We talk about raising the vibe and selecting the vibe but exactly how does one adjust the frequency if things are not quite feeling right? The attitude of gratitude is easier said than done sometimes.
Yet recognizing that your mindset manifests much of your reality opens the door into the mastery of self. When you live in the awareness that you are responsible for creating your reality, you’re more likely to upgrade your thoughts.
This naturally expands your mind even further.
Yet prioritizing the thinking brain over the sensing heart is a spiritual trap. Attaching to the idea that we can think our way into making things happen will inevitably lead us to a dead end. Why? Because we can’t think our way into feelings. We can’t think our way into ecstasy. We can’t think our way into an orgasm. We can logic our reasons for staying in a relationship, but we can’t logic ourselves into falling in love.
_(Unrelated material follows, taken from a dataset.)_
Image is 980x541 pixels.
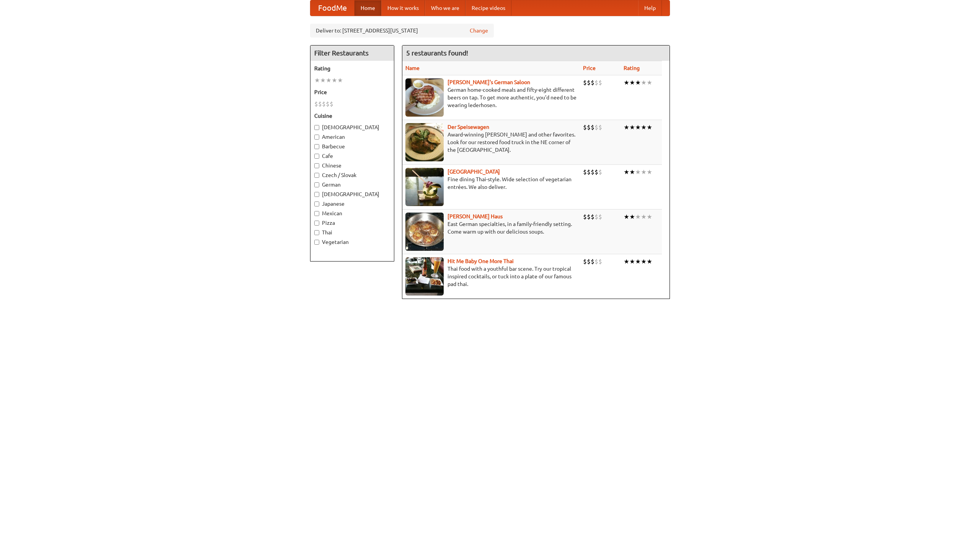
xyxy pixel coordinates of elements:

Frequency is a feeling state that emerges from our belief system. This energetic matrix encodes our vibration.
Our belief systems encapsulate what we value and why, and if we value ourselves lower than everyone else, our reality will reflect that uncomfortable truth. One can certainly perform gratitude, but if you approach that space from an intellectual perspective, you won’t express it from your heart center.
Every day, there are a million things that invite distraction and demand attention. At the core of my inability to remain ever present is the desire not to feel too much. And ironically, when I try to avoid the things that generate suffering, they get sharper.
If nothing else, note this: your ability to pay attention is directly linked to your ability to experience profound ecstatic connection. When we succumb to distancing ourselves from what is happening, we diminish our ability to perceive divinity in ourselves and our surroundings.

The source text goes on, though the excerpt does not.